Series · 49 prints
Eveleigh Paint Shop
Series story
Map · Mapbox · OpenStreetMap
The Eveleigh Paint Shop is the north-side carriage works of the Eveleigh Railway Workshops at Redfern, Sydney. The brick main wing was completed in 1887; the iron-clad extension followed in 1912; the Paint Shop closed in 1989. The precinct is the largest intact, high-quality workshop site surviving from the Australian steam era.
The workshops were conceived by John Whitton, Engineer-in-Chief for NSW Railways for forty-three years, and executed by George Cowdery, Engineer-in-Chief for Existing Lines, who also supervised the state's first railway tunnels at Picton and Mittagong. Eight rail roads run through the brick main wing of 1887; five more were added in the iron-clad extension of 1912. A sawtooth south-light roof on cast iron columns covers the lot. Steam locomotive manufacture began at Eveleigh in 1908 and the site's employment rose past three thousand. The Paint Shop building itself is graded "Exceptional Significance" under the NSW State Heritage Register listing gazetted on 2 April 1999.
NSW State Heritage Register item 01141, NSW Planning — Paint Shop Sub-Precinct Design Guide (2023) and Sydney Morning Herald (Late Mr. George Cowdery, 1913)
Chronology
Prints in this series
How they’re made
Paper
Ilford Galerie Smooth Cotton Rag 310 gsm. Metallic Gloss 260 gsm for acrylic-mounted prints.
Sizes
Five sizes, XS to XL, from $100. Open editions in XS and S, limited editions in M, L and XL.
Print tiers →Production
Made to order in 5 to 10 business days.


## ACTIVITY
Some lines in the entries contain the word "points". Copy all of them.

※ ※ ※

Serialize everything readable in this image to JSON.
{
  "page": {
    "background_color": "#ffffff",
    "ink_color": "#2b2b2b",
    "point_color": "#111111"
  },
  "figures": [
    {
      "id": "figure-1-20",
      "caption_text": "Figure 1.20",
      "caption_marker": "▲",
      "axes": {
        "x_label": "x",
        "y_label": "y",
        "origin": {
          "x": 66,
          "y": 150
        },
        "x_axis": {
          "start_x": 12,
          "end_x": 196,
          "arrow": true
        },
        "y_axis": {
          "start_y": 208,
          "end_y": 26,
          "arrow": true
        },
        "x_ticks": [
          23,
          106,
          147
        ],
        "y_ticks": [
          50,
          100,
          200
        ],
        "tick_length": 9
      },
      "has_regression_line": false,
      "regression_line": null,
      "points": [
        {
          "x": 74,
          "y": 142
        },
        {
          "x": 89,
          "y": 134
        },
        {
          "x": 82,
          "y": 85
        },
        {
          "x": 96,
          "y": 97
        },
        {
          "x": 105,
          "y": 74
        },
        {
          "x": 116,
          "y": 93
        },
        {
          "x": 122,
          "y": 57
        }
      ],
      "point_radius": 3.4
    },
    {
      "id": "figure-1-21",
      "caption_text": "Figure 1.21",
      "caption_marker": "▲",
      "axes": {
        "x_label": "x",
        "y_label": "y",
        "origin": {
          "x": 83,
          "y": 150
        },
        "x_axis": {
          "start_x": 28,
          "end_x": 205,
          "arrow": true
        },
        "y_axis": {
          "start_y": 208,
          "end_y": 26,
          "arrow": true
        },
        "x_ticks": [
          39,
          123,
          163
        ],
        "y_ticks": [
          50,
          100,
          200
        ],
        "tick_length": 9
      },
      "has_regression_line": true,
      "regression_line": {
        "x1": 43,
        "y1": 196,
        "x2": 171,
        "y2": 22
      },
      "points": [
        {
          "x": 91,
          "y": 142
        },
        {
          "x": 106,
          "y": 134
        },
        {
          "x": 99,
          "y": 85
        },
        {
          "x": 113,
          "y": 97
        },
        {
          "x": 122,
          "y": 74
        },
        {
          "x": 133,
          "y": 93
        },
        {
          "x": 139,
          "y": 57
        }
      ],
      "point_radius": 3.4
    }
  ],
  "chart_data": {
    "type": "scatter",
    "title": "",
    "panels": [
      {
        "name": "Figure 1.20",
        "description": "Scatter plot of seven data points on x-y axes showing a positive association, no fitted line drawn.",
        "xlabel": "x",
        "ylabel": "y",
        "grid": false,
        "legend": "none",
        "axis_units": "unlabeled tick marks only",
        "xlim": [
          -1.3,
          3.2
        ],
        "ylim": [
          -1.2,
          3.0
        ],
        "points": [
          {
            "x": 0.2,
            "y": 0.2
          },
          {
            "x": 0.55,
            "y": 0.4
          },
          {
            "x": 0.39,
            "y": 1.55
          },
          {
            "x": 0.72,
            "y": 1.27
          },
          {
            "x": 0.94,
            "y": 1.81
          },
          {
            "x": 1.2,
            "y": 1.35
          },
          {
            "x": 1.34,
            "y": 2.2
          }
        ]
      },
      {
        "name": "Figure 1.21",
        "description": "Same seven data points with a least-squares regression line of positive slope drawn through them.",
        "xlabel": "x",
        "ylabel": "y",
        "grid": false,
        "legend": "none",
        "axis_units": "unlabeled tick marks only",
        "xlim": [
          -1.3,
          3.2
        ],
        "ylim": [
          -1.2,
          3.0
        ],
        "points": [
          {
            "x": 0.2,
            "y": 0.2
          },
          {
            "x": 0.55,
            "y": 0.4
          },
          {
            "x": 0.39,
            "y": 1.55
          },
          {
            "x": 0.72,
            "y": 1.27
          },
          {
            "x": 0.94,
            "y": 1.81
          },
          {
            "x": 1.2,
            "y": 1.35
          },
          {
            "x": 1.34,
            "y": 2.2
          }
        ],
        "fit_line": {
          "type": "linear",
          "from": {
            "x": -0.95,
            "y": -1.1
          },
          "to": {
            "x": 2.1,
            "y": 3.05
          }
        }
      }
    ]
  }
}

※ ※ ※

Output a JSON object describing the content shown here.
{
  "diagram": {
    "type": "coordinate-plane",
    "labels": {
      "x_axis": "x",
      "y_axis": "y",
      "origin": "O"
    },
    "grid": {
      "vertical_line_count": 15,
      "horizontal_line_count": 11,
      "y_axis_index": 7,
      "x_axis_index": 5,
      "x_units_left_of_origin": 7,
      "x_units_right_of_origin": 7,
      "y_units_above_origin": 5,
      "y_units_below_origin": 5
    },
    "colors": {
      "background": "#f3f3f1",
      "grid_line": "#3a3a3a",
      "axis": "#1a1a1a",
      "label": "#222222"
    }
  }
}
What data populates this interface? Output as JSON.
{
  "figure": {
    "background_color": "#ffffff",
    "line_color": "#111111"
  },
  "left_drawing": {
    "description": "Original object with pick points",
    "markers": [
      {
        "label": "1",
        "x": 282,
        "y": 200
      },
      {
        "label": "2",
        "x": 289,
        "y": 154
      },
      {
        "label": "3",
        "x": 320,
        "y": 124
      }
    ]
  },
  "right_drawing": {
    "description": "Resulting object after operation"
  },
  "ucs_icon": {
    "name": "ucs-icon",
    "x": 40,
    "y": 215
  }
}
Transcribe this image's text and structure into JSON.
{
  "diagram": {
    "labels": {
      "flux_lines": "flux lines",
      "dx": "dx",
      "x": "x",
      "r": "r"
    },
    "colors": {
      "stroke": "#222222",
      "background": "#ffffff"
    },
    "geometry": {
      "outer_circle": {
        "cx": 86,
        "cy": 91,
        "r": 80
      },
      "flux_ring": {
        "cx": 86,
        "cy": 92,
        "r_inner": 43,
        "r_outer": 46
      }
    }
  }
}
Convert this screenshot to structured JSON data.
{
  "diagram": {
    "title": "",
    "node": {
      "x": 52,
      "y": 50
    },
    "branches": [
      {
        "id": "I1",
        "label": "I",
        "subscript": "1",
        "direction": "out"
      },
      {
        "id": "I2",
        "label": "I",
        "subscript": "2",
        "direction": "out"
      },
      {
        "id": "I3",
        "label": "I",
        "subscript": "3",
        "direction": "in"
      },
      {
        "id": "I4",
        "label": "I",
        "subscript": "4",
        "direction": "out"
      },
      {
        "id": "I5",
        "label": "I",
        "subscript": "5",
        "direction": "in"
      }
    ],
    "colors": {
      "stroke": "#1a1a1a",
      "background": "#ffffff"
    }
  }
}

※ ※ ※

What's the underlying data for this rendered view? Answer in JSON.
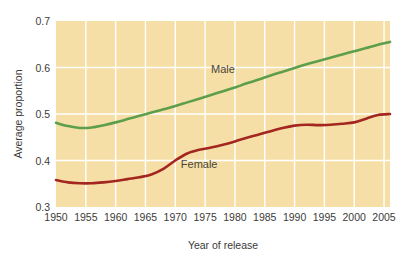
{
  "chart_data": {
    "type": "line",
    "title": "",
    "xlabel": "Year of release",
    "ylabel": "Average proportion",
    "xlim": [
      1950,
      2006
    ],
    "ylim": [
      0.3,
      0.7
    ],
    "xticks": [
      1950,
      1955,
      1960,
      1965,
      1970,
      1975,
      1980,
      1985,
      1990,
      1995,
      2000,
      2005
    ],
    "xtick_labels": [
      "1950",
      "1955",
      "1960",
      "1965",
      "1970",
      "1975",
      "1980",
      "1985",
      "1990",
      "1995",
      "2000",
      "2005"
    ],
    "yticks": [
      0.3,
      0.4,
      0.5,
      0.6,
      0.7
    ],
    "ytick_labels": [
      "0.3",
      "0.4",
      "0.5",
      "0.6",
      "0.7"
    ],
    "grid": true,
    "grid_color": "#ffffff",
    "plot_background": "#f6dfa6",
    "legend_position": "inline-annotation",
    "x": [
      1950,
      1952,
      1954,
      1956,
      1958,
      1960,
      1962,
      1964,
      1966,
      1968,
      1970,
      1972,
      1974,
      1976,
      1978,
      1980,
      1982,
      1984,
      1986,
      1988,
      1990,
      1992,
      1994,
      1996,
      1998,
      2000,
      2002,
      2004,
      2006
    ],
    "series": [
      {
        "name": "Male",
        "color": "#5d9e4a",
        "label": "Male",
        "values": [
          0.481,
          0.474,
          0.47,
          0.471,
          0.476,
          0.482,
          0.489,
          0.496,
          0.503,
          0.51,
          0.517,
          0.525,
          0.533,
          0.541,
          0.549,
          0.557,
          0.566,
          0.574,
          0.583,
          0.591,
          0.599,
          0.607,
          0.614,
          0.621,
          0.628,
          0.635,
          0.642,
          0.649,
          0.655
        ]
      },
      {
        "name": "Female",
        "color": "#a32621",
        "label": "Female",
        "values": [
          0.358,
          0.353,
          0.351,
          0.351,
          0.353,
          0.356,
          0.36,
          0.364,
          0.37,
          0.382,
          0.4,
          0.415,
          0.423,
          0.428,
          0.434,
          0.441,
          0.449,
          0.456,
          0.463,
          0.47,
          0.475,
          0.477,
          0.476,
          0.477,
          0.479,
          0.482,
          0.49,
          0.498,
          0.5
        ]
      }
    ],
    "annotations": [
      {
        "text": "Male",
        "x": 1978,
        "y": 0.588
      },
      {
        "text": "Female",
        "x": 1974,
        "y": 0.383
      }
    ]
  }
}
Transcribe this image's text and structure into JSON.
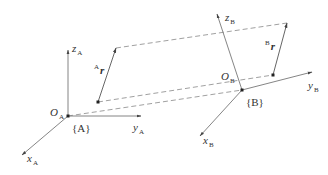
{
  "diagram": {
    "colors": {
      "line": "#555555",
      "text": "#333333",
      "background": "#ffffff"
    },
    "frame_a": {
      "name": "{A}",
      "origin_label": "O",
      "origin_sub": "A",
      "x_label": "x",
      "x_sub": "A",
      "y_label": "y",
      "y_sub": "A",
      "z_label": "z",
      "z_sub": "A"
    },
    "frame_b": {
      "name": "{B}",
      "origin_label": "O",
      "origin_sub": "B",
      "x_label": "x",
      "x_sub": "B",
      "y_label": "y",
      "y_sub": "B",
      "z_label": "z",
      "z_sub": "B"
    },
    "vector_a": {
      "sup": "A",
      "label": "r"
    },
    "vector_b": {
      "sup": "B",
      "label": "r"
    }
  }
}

※ ※ ※

## REPLY
      "points": [
      "points": [
        "description": "Scatter plot of seven data points on x-y axes showing a positive association, no fitted line drawn.",
        "points": [
        "description": "Same seven data points with a least-squares regression line of positive slope drawn through them.",
        "points": [
    "description": "Original object with pick points",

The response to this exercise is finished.